1 Sitio(s) de ejecución
Arkadiy Z. remembers: "I saw two Germans asking two men to dig a hole, or a pit. They even called my father to come and help them, but finally, they left him alone. After that, they shot the two men who had been digging." (Witness N°455, interviewed in May 2011)
“We gathered in front of the courthouse. A selection was carried out and some people were chosen, then driven in the direction of the cemetery under supervision of the Germans, and shot there. I was not selected and I survived. They ordered us to go back to our houses and back to work.” [Deposition of Ishak B., a Jewish survivor on December 23, 1964]
Stolbtsy is located 69 km southwest of Minsk. In June 1941, there were more than 3,000 Jews living in the town, including several hundred refugees from the German occupied parts of Poland. The district center was under German occupation from 1941 to 1944.
After a week of occupation, the Germans shot around 200 Jews as well as several dozen non- Jews, allegedly as a reprisal for sniper fire directed at German soldiers.
In late August or September 1941, a ghetto was established. The ghetto was located in the worst part of town, and was surrounded with barbed wire. A large Aktion took place on September 23, 1942. Around 450 Jews were sent to their workplaces, and 750 Jews, most of them women, were shot in a forest, while another 850 either managed to flee or remained in hiding in the ghetto.

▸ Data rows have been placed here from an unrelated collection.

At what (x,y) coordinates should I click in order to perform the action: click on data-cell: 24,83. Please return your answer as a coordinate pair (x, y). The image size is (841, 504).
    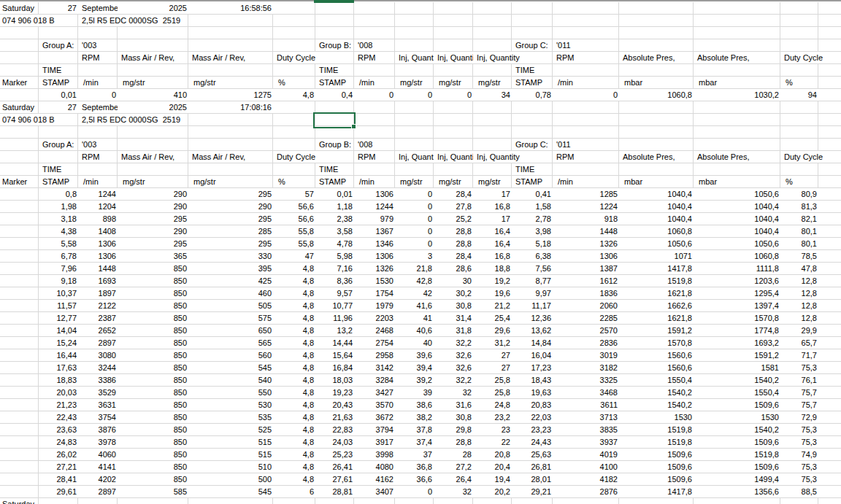
    Looking at the image, I should click on (60, 442).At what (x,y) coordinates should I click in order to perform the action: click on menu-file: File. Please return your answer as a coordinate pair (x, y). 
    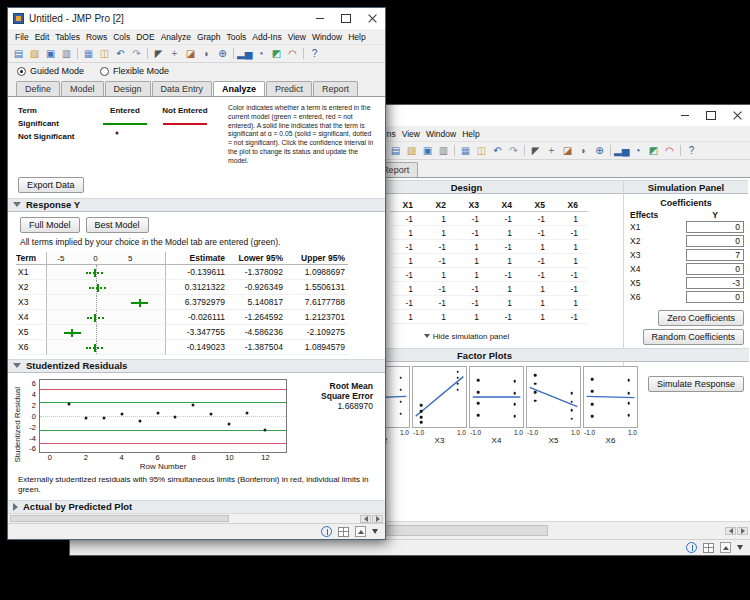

On October 2, another 488 Jews, mainly women and children, were shot. Another 350 Jews were killed on October 11. Following the killings in October, the ghetto was getting smaller. On January 31, 1943, the remaining 254 Jews, including those brought in from Novy Sverzhen, were shot. Over the course of the following days, the Jews who had been captured were also shot. 293 Jews had been shot by February 4, 1943. Some of the Jews who fled the Stolbtsy ghetto survived by joining the Bielski partisan unit in the nearby Naliboki Forest.